Last Friday evening and Saturday Prince George held a Global Leadership Summit created by the Leadership Centre Willow Creek Canada.  Several churches in the city worked together to sponsor the event held at the Lakewood Alliance Church.  About 125 people registered to attend the Summit which is a shorter version of a larger similar simulcast event held by the Association in various cities in the U.S. and Canada each year in August.  The purpose of the Global Leadership Summit (GLS) and the larger annual event is to equip Christian leaders with more effective tools for leadership in a whole variety of contexts.

The Summit is a high quality event profiling some of the best International leaders through their speaking presentations or through interviews.  In the GLS this year, Bill Hybels, Senior Pastor of the Willow Creek Church in Chicago, provided the key-note address on how to manage in the midst of rough seas and rogue waves.  Using the recent economic depression as a rogue-wave illustration he spoke of the philosophical, economical, relational and personal impact of this experience.  Rogue waves test a leader’s ability to manage constructively in these matters when they occur.  To navigate these experiences successfully, we need to be willing to change how we think about our concern for others, our own finances, and our emotional well-being.  By vigilant means of spiritual disciplines we need to be prepared for these challenges.

Wess Stafford, president of Compassion International shared a most moving account of how God redeemed his experience of child-hood abuse in an African residential mission school for a vision to alleviate suffering among the poor children of the world.   His conviction is that while children are the greatest victims of poverty in the world, properly cared for they can become our greatest resource for change.  His story hi-lights the tremendous importance of forgiveness in dealing with the pain of our lives caused by the abuse of others. 

David Gergen, the well-known political analyst for CNN and PBS, in an interview with Bill Hybels, had a lot of practical things to say about the nature of leadership including the need to step back occasionally to get perspective on what we are leading.  Defining leadership as persuading others to work with others on shared goals, he emphasized the significance of personal character traits in leadership such as self-discipline, physical fitness, daily reflection, and living in loving relationships. 

For me, one of the most forceful and articulate speakers was Gary Hamel who leads significantly in Management Innovation for businesses and for the Church.  The biggest problem for most organizations, businesses and the church, he believes, is that they fail to deal forthrightly with their own lack of progress.  To overcome inertia, leaders must be ruthless in asking tough questions about what is really happening, must be willing to question established ideas and beliefs, and must be prepared to listen to the people they are trying to lead.  Applied to most churches this means that pastors and church leaders have to get serious about their lack of progress, influence, and growth; have to be willing to change the way they think and do things; and have to open their hearts and minds to the creative thinking of people in the church.  Authoritarian structures of leadership in churches must give way to those that are more genuinely democratic.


_Problem to solve_
What is needed is a faithful transcription of all the data below, pictures excluded.

(Data records)
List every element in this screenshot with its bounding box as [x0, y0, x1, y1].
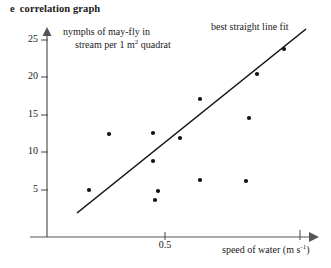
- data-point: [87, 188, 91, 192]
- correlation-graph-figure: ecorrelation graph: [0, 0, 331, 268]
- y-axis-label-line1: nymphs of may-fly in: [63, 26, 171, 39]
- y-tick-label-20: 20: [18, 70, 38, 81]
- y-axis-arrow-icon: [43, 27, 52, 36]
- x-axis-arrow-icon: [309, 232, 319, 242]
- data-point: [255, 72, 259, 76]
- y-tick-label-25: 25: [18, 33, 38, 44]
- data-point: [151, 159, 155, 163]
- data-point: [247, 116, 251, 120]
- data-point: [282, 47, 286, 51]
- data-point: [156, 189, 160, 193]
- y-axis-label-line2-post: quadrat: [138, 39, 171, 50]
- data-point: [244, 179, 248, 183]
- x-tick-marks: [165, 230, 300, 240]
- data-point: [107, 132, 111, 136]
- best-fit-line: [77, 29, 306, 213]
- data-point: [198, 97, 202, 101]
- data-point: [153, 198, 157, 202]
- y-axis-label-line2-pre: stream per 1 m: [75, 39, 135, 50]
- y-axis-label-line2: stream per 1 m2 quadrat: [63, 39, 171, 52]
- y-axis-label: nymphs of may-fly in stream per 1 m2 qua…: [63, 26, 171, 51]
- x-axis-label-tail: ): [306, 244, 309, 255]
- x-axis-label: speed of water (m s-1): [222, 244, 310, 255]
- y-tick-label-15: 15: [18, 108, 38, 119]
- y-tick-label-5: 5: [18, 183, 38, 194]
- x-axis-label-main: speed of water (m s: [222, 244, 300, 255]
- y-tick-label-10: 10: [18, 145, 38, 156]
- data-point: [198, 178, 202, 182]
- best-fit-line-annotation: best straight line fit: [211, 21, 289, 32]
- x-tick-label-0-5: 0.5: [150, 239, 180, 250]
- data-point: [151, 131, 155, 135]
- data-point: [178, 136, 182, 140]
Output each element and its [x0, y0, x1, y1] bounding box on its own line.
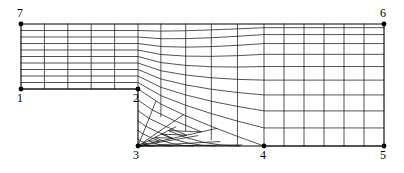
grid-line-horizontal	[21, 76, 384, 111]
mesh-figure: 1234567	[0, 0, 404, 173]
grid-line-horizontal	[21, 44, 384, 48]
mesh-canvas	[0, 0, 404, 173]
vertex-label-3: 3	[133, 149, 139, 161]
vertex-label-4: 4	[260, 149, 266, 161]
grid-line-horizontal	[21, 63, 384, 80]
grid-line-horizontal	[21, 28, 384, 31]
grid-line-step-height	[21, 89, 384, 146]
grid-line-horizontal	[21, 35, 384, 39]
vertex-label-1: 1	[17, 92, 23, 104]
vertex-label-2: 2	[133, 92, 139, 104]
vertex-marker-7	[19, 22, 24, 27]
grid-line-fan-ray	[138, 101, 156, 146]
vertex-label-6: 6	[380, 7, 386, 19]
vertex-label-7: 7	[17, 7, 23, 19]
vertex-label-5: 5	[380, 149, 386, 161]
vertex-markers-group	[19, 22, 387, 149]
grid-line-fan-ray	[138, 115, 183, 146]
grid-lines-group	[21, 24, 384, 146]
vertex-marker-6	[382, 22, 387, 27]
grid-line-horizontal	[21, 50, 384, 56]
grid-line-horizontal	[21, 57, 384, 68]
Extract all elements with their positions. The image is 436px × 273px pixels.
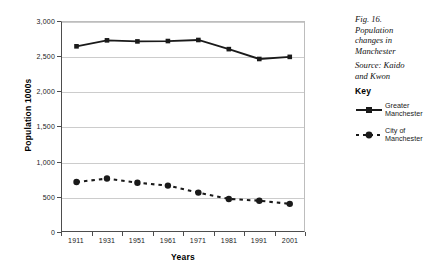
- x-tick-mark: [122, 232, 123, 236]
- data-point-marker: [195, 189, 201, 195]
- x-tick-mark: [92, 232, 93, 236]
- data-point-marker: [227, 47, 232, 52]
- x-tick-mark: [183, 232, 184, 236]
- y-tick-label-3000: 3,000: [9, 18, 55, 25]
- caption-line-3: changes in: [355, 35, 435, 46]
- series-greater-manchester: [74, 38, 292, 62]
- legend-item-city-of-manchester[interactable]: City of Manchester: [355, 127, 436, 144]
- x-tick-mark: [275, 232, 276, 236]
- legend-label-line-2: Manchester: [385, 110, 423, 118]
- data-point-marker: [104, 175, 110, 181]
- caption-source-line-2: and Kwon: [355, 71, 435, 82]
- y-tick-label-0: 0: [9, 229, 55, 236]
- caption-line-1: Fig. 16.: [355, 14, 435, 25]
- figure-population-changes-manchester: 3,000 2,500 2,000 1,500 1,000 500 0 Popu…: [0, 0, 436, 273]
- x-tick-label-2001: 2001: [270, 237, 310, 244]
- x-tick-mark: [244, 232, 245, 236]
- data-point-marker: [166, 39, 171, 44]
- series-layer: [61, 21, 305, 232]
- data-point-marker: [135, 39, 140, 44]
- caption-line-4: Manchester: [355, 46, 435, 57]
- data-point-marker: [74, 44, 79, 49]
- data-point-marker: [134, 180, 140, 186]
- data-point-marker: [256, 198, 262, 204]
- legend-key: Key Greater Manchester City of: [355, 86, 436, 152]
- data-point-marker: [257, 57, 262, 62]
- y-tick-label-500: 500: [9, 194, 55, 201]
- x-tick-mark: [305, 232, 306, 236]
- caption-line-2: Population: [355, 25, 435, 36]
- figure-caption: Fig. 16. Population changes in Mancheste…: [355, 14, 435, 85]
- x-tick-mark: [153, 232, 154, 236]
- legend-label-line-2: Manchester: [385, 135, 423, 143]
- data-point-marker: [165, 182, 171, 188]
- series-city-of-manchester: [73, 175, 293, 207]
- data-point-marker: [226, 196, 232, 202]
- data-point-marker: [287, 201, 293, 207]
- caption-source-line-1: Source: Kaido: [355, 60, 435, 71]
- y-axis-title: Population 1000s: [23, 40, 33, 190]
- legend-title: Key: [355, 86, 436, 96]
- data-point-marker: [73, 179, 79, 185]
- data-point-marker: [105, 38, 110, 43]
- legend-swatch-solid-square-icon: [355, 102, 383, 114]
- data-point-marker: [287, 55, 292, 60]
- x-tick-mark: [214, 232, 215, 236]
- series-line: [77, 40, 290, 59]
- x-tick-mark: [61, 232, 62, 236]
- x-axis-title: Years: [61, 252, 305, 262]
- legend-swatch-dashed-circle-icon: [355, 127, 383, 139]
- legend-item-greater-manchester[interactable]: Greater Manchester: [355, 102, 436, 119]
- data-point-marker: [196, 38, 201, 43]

_Answer box_
List every element in this screenshot with its bounding box as [x0, y0, x1, y1].
- data-point: [87, 188, 91, 192]
- correlation-graph-figure: ecorrelation graph: [0, 0, 331, 268]
- y-axis-label-line1: nymphs of may-fly in: [63, 26, 171, 39]
- y-tick-label-20: 20: [18, 70, 38, 81]
- y-axis-arrow-icon: [43, 27, 52, 36]
- x-axis-arrow-icon: [309, 232, 319, 242]
- data-point: [255, 72, 259, 76]
- y-tick-label-25: 25: [18, 33, 38, 44]
- data-point: [151, 159, 155, 163]
- data-point: [247, 116, 251, 120]
- data-point: [282, 47, 286, 51]
- data-point: [156, 189, 160, 193]
- y-axis-label-line2-post: quadrat: [138, 39, 171, 50]
- data-point: [244, 179, 248, 183]
- x-tick-marks: [165, 230, 300, 240]
- data-point: [107, 132, 111, 136]
- best-fit-line: [77, 29, 306, 213]
- data-point: [198, 97, 202, 101]
- data-point: [153, 198, 157, 202]
- y-axis-label-line2-pre: stream per 1 m: [75, 39, 135, 50]
- y-axis-label-line2: stream per 1 m2 quadrat: [63, 39, 171, 52]
- y-axis-label: nymphs of may-fly in stream per 1 m2 qua…: [63, 26, 171, 51]
- x-axis-label-tail: ): [306, 244, 309, 255]
- x-axis-label: speed of water (m s-1): [222, 244, 310, 255]
- y-tick-label-15: 15: [18, 108, 38, 119]
- y-tick-label-5: 5: [18, 183, 38, 194]
- x-axis-label-main: speed of water (m s: [222, 244, 300, 255]
- y-tick-label-10: 10: [18, 145, 38, 156]
- data-point: [198, 178, 202, 182]
- best-fit-line-annotation: best straight line fit: [211, 21, 289, 32]
- x-tick-label-0-5: 0.5: [150, 239, 180, 250]
- data-point: [151, 131, 155, 135]
- data-point: [178, 136, 182, 140]
Output each element and its [x0, y0, x1, y1] bounding box on its own line.
grid-line-horizontal	[21, 76, 384, 111]
mesh-figure: 1234567	[0, 0, 404, 173]
grid-line-horizontal	[21, 44, 384, 48]
mesh-canvas	[0, 0, 404, 173]
vertex-label-3: 3	[133, 149, 139, 161]
vertex-label-4: 4	[260, 149, 266, 161]
grid-line-horizontal	[21, 63, 384, 80]
grid-line-horizontal	[21, 28, 384, 31]
grid-line-step-height	[21, 89, 384, 146]
grid-line-horizontal	[21, 35, 384, 39]
vertex-label-1: 1	[17, 92, 23, 104]
vertex-label-2: 2	[133, 92, 139, 104]
vertex-marker-7	[19, 22, 24, 27]
grid-line-fan-ray	[138, 101, 156, 146]
vertex-label-6: 6	[380, 7, 386, 19]
vertex-label-7: 7	[17, 7, 23, 19]
vertex-label-5: 5	[380, 149, 386, 161]
vertex-markers-group	[19, 22, 387, 149]
grid-line-fan-ray	[138, 115, 183, 146]
grid-lines-group	[21, 24, 384, 146]
vertex-marker-6	[382, 22, 387, 27]
grid-line-horizontal	[21, 50, 384, 56]
grid-line-horizontal	[21, 57, 384, 68]
Extract all elements with their positions. The image is 436px × 273px pixels.
- x-tick-mark: [122, 232, 123, 236]
- data-point-marker: [195, 189, 201, 195]
- x-tick-mark: [92, 232, 93, 236]
- data-point-marker: [227, 47, 232, 52]
- x-tick-mark: [183, 232, 184, 236]
- y-tick-label-3000: 3,000: [9, 18, 55, 25]
- caption-line-3: changes in: [355, 35, 435, 46]
- series-greater-manchester: [74, 38, 292, 62]
- legend-item-city-of-manchester[interactable]: City of Manchester: [355, 127, 436, 144]
- x-tick-mark: [275, 232, 276, 236]
- legend-label-line-2: Manchester: [385, 110, 423, 118]
- data-point-marker: [104, 175, 110, 181]
- caption-source-line-2: and Kwon: [355, 71, 435, 82]
- y-tick-label-0: 0: [9, 229, 55, 236]
- caption-line-1: Fig. 16.: [355, 14, 435, 25]
- figure-population-changes-manchester: 3,000 2,500 2,000 1,500 1,000 500 0 Popu…: [0, 0, 436, 273]
- x-tick-label-2001: 2001: [270, 237, 310, 244]
- x-tick-mark: [244, 232, 245, 236]
- data-point-marker: [166, 39, 171, 44]
- series-layer: [61, 21, 305, 232]
- data-point-marker: [135, 39, 140, 44]
- caption-line-4: Manchester: [355, 46, 435, 57]
- data-point-marker: [74, 44, 79, 49]
- data-point-marker: [134, 180, 140, 186]
- data-point-marker: [256, 198, 262, 204]
- legend-key: Key Greater Manchester City of: [355, 86, 436, 152]
- data-point-marker: [257, 57, 262, 62]
- y-tick-label-500: 500: [9, 194, 55, 201]
- x-tick-mark: [305, 232, 306, 236]
- caption-line-2: Population: [355, 25, 435, 36]
- figure-caption: Fig. 16. Population changes in Mancheste…: [355, 14, 435, 85]
- x-tick-mark: [153, 232, 154, 236]
- legend-label-line-2: Manchester: [385, 135, 423, 143]
- data-point-marker: [165, 182, 171, 188]
- series-city-of-manchester: [73, 175, 293, 207]
- data-point-marker: [226, 196, 232, 202]
- data-point-marker: [287, 201, 293, 207]
- caption-source-line-1: Source: Kaido: [355, 60, 435, 71]
- y-axis-title: Population 1000s: [23, 40, 33, 190]
- legend-title: Key: [355, 86, 436, 96]
- data-point-marker: [73, 179, 79, 185]
- data-point-marker: [105, 38, 110, 43]
- legend-swatch-solid-square-icon: [355, 102, 383, 114]
- data-point-marker: [287, 55, 292, 60]
- x-tick-mark: [214, 232, 215, 236]
- series-line: [77, 40, 290, 59]
- x-tick-mark: [61, 232, 62, 236]
- x-axis-title: Years: [61, 252, 305, 262]
- legend-swatch-dashed-circle-icon: [355, 127, 383, 139]
- legend-item-greater-manchester[interactable]: Greater Manchester: [355, 102, 436, 119]
- data-point-marker: [196, 38, 201, 43]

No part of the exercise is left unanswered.